Friday, May 20, 2016

The Marbury Lens by Andrew Smith

"I was thinking, what if the world was like that?  What if we only saw one surface of it, the outside, but there was all kinds of other stuff going on, too?  All the time.  Underneath.  But we just don't see it, even if we're part of it?  Even if we're in it?  And what if you had a chance to see a different layer, like flipping a channel or something?  Would you want to look?  Even if what you saw looked like hell?  Or worse?" 


I think this passage from The Marbury Lens sums it all up pretty perfectly.  It was a wild journey from beginning to end.  It was a story that not only makes the main character question what is real, but will make the reader do the same as well. 

This was the first novel of Andrew Smith's that I have read that was written before Winger.  Much like everything else I have read by him, this one is going to stick with me for a while.  It was haunting and beautiful all at once.

From Amazon:

Sixteen-year-old Jack gets drunk and is in the wrong place at the wrong time. He is kidnapped. He escapes, narrowly. The only person he tells is his best friend, Conner. When they arrive in London as planned for summer break, a stranger hands Jack a pair of glasses. Through the lenses, he sees another world called Marbury.

There is war in Marbury. It is a desolate and murderous place where Jack is responsible for the survival of two younger boys.

Conner is there, too. But he's trying to kill them.

Meanwhile, Jack is falling in love with an English girl, and afraid he's losing his mind.


Conner tells Jack it's going to be okay.

But it's not.

Andrew Smith has written his most beautiful and personal novel yet, as he explores the nightmarish outer limits of what trauma can do to our bodies and our minds.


> [Work to complete] Exact copy, no pictures: set down every entry below as written.
[Opening Record excerpts section]
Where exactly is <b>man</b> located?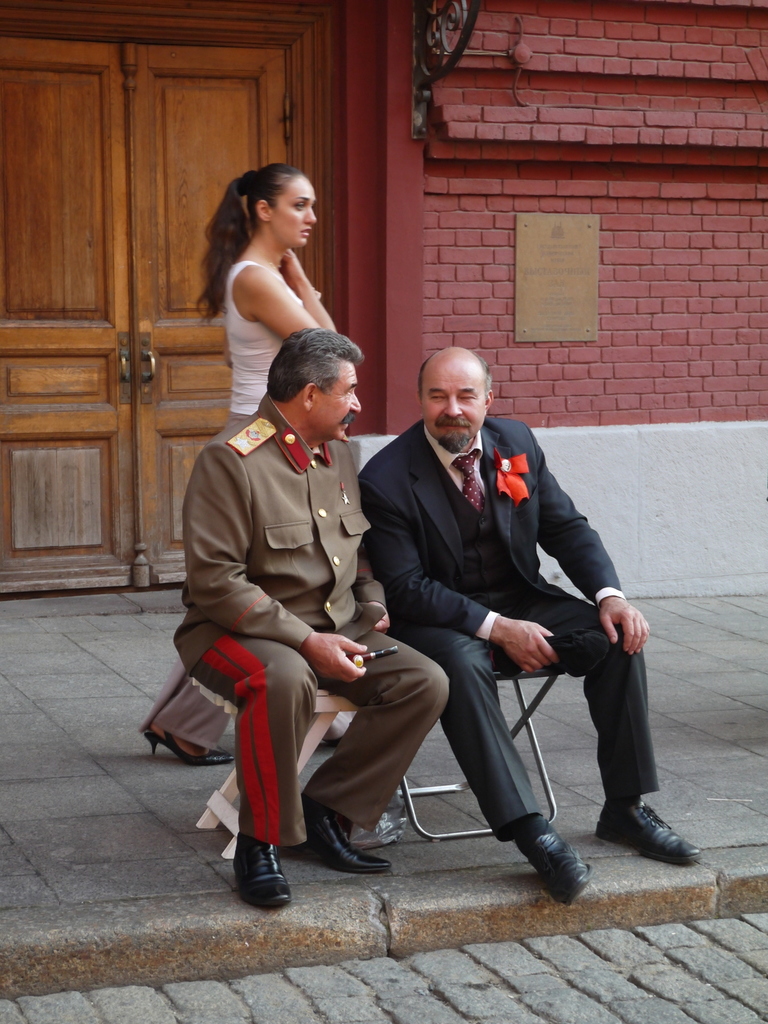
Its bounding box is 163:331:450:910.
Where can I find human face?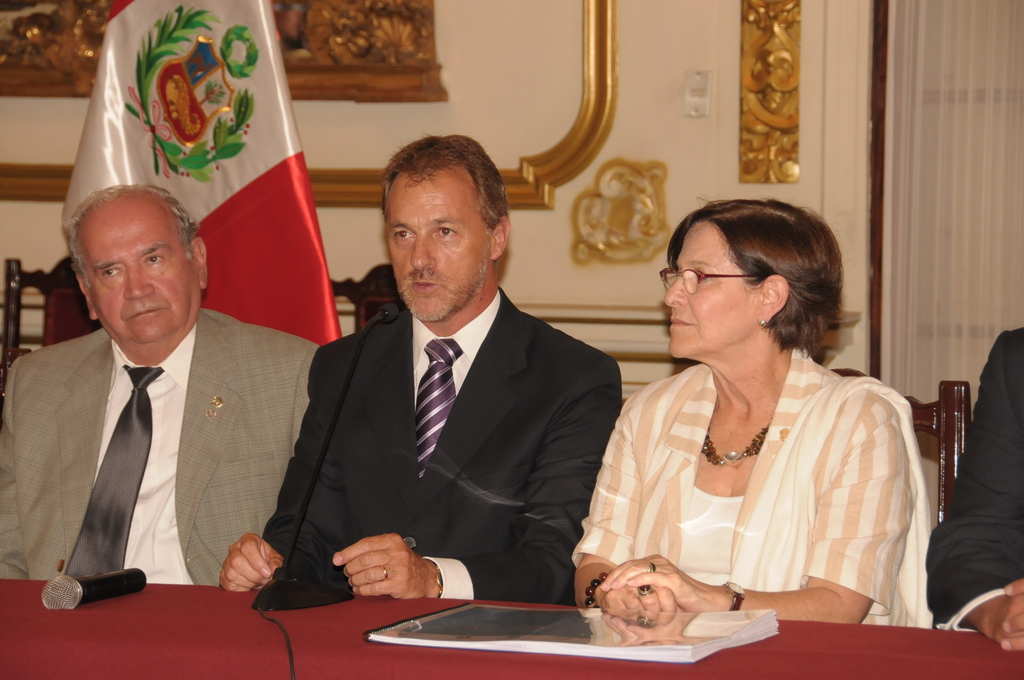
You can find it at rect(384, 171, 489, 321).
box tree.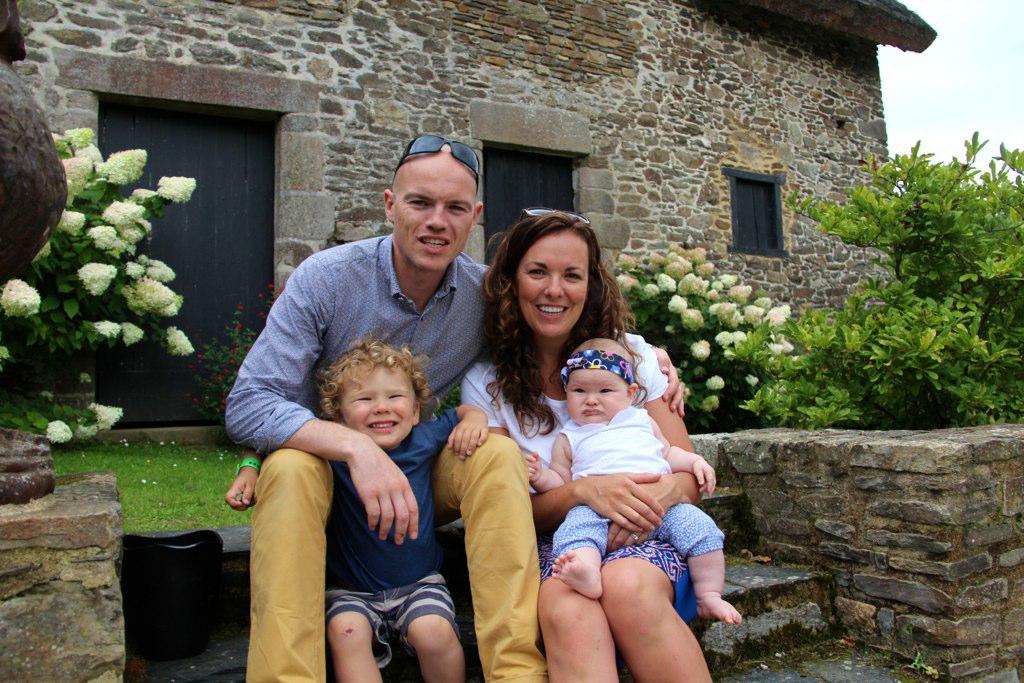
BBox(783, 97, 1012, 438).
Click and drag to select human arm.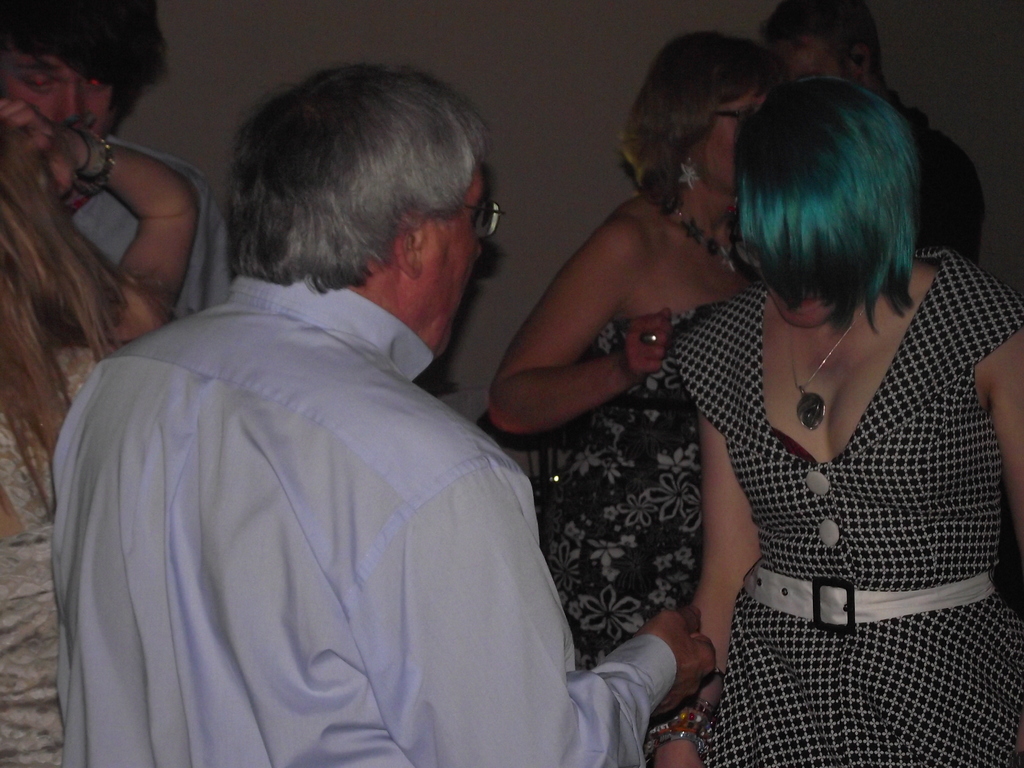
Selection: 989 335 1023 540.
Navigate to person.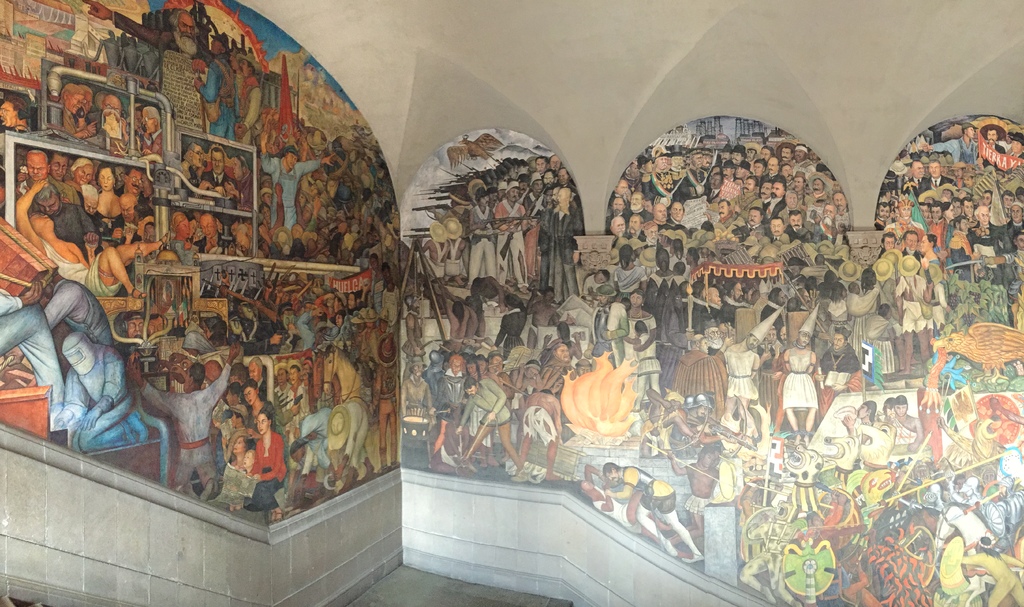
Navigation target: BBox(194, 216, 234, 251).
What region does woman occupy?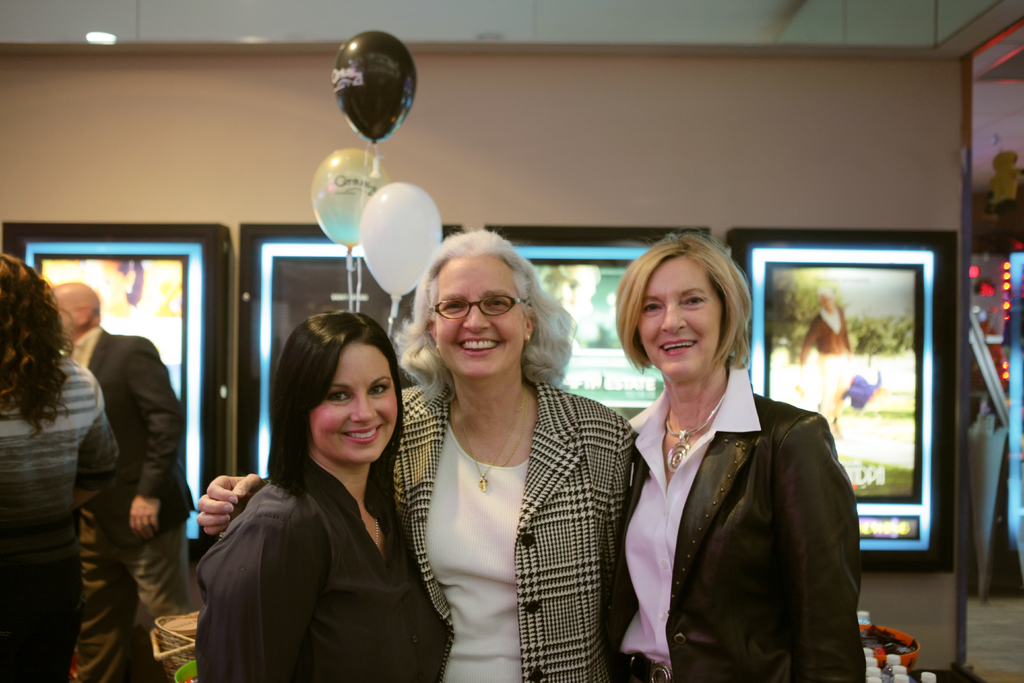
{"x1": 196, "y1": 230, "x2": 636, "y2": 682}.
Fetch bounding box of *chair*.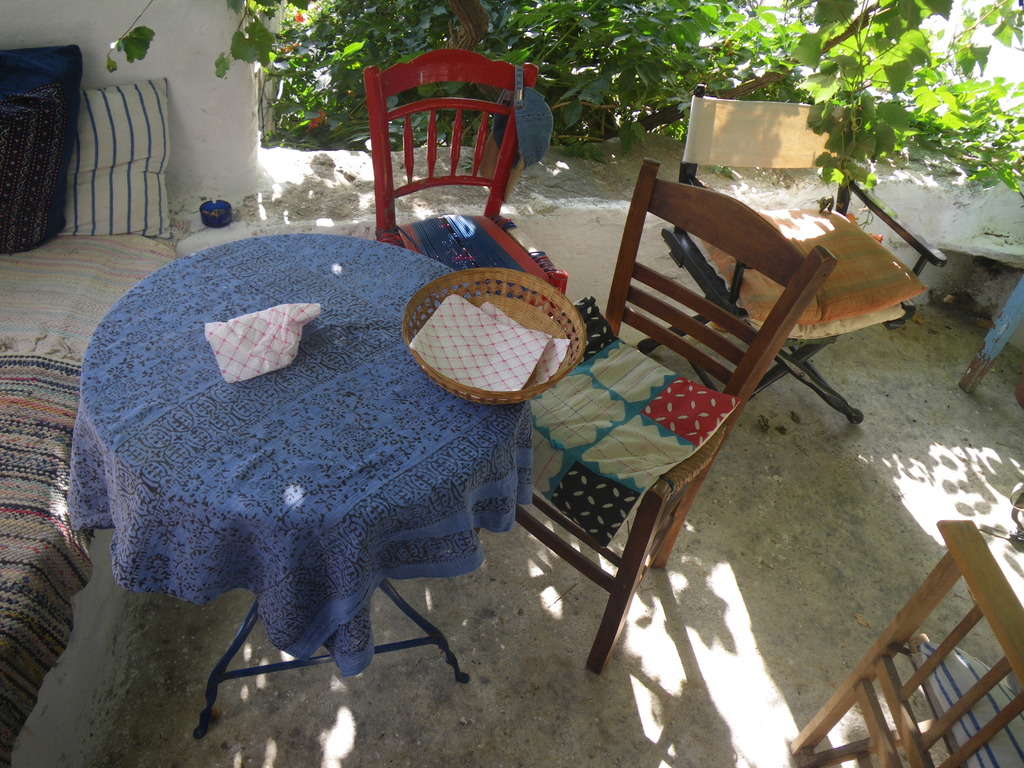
[Closing Record excerpts section]
> [Completed task]
Where exactly is <b>man</b> located?
Its bounding box is 163:331:450:910.
Where can I find human face?
You can find it at rect(384, 171, 489, 321).
box tree.
BBox(783, 97, 1012, 438).
Click and drag to select human arm.
Selection: 989 335 1023 540.
Navigate to person.
Navigation target: BBox(194, 216, 234, 251).
What region does woman occupy?
{"x1": 196, "y1": 230, "x2": 636, "y2": 682}.
Fetch bounding box of *chair*.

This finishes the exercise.